Her artistic interests focus on themes belonging to the common ground of these two fields: that is, the complex reality often caused by economic development in western societies, as well as the way this can be visualized through the photographic medium. For example, in her series Landuse (2003-2004) she examined aspects of the residential development in southern California, in a way that seems to be suspended between reality and the elliptical vision of a scale model. In her series Third Space 2004-2005) and Land Above Sky Below (2007-2008) correspondingly, she attempts to read into two different aspects of land ownership, constantly renewing her artistic language according to the subject matter requirements. In (2012-2018) I have continued to focus my work on urban planning issues. I have photographed benchmarks as the crows flies Every Ten Miles Southern California, I have taken images of WWII advertisements in the abandoned tunnels of Paris and now I am currently focusing on Space Between Places an off the grid eco-friendly community that has a community of people who desire to be free literally and figuratively on concrete slabs in the Sonoran desert with an assortment of objects as dwellings.
Spaces Between Places is a series that consists of 20 images that are color prints 30 inches x 40 inches that were taken at a unique place in the desert of Los Angeles called Slab City. Here again I combine my focus on urban uniqueness with landuse. Near the Salton Sea is a rent free ramshackle town where Slab City resides in the middle of the Sonoran desert. It is calculated that an annual-income of $110,000 is required to afford an average 2-bedroom apartment in Los Angeles. In the Slabs everyone spends less than $200 monthly.
But what binds these eclectic people, unlikely neighbors together is the desire for somewhere to free be-literally and/or figuratively. Slab City is an ill-defined square mile framed with craggy peaks: campsites of tarps and found objects, immobilized vehicles reimagined as dwellings; elaborate, cobbled-together compounds demarcated by tires; tents of all types, and myriads of motor homes, some the size of studio apartments.

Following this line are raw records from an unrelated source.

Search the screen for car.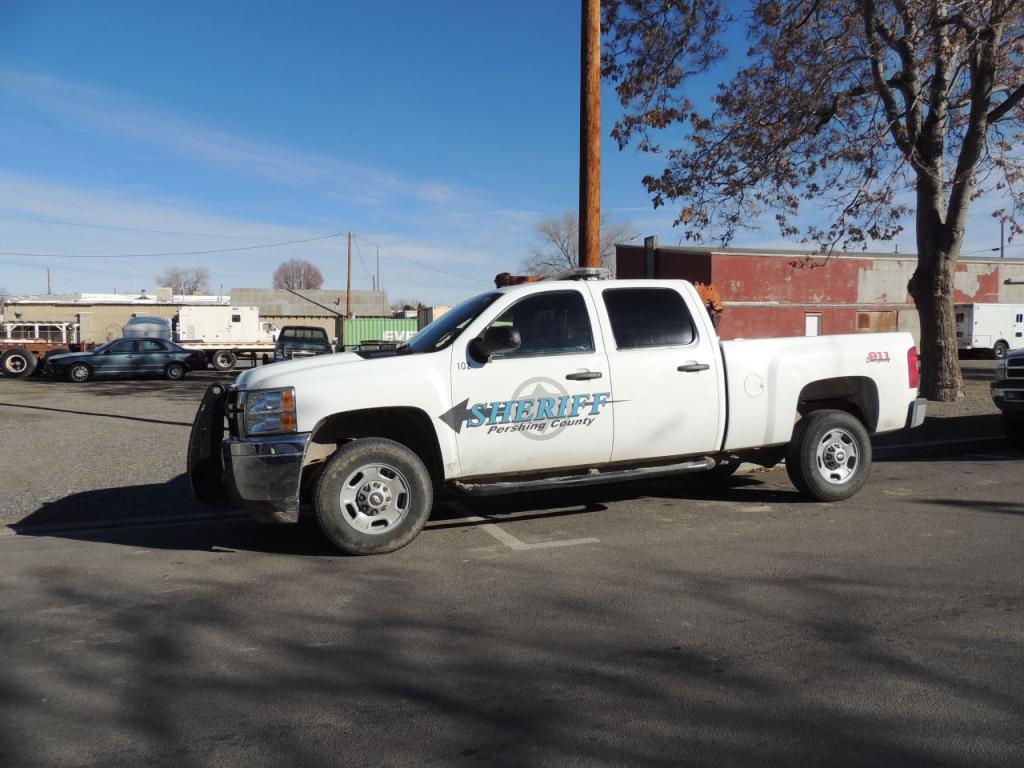
Found at <box>270,322,328,370</box>.
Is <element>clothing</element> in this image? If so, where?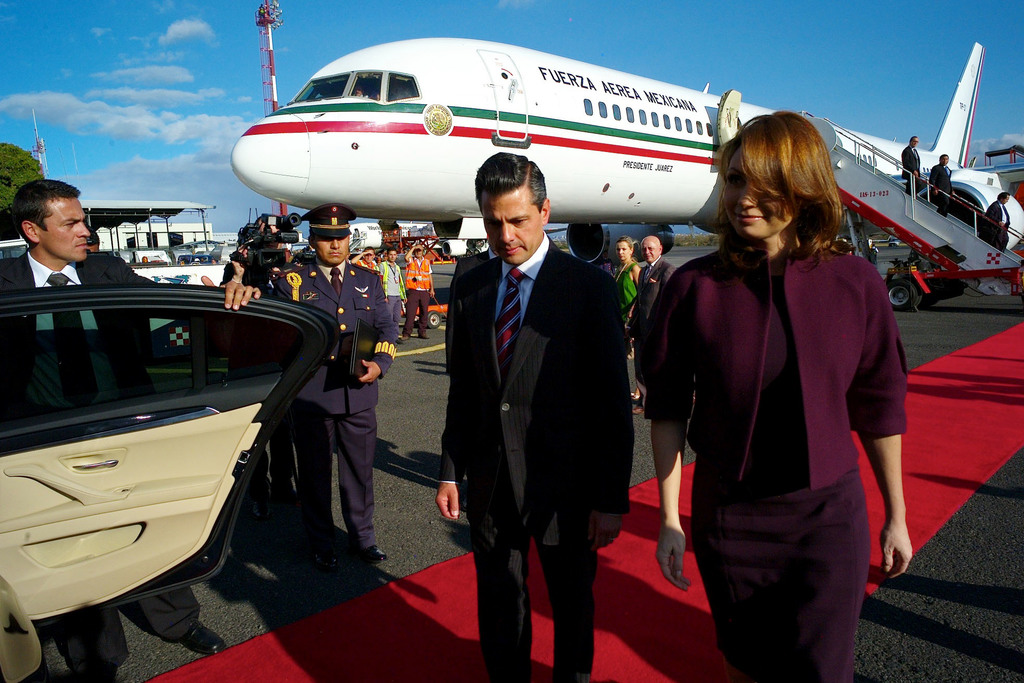
Yes, at region(0, 248, 256, 682).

Slab City is entirely off grid. It promotes a new consciousness of environmentalism as most Slabbers have solar panels, water tanks, and many hydroponic gardens. People become eco-responsible after living here awhile. There is an internet café, 2 airbnbs, a coffee shop, a skate park, a radio station, a library, a church, and a venue for concerts all for this community. A fourty-five minute walk leads to hot springs to bath. Summer month are rough as the heat intensifies to 130 degrees. This thins out this in between place and the so called snowbirders leave during the summer months. Originally a World War II marine corps barracks the concrete –slab foundations remain.

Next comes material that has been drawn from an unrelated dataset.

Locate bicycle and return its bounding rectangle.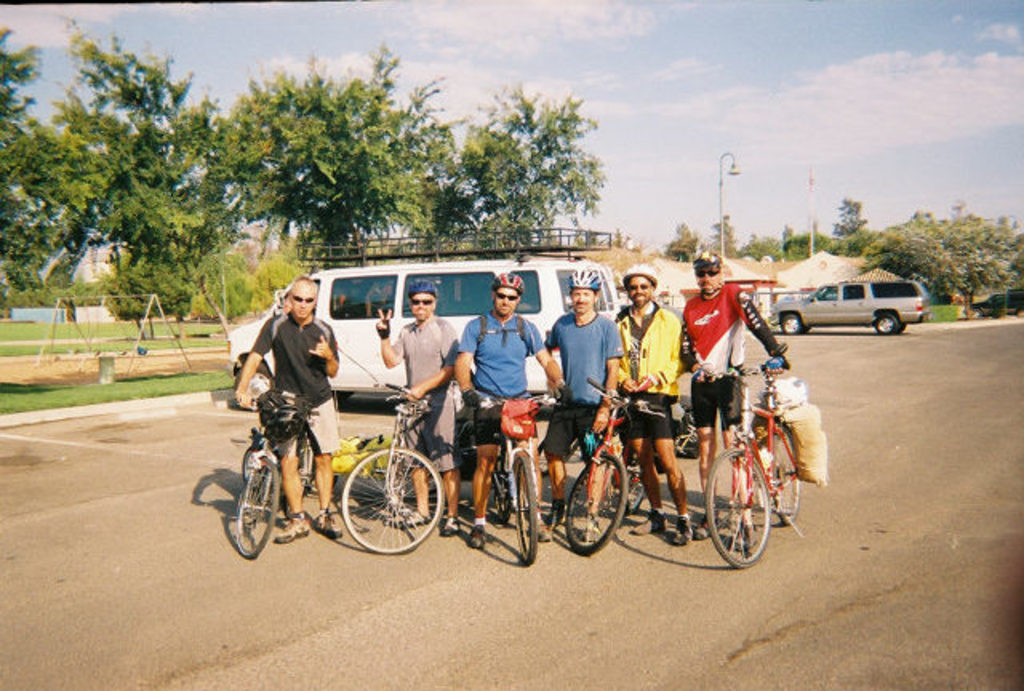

Slab city is a rent free town that first welcomes you with Salvation mountain a huge 50 foot art installation. Then a mixture of eco-friendly ramshackle dwellings exist amongst the harsh Sonoran desert land. As you explore you find a unique space between places and where people, dwellings, and sculpture gardens exist in a loosely free feeling eco-conscious community.
Connect with Whitney on Instagram at @whitneystolich.
Location: 16 Procter St, London WC1V 6NZ, UK
One of the representative of Chinese contemporary art who also enjoys high influence in the field of international art. From the 1990s to the present, Zhang Huan was constantly invited to held exhibitions all over the world. His artworks were widely collected by top museums, important private and public collections such as the Metropolitan Museum of Art, the Museum of Modern Art, the Solomon Guggenheim Museum, the MacArthur Foundation, Centre Pompidou, Foundation Louis Vuitton Paris, Louvre Abu Dhabi, the National Gallery of Australia and Shanghai Art Museum etc.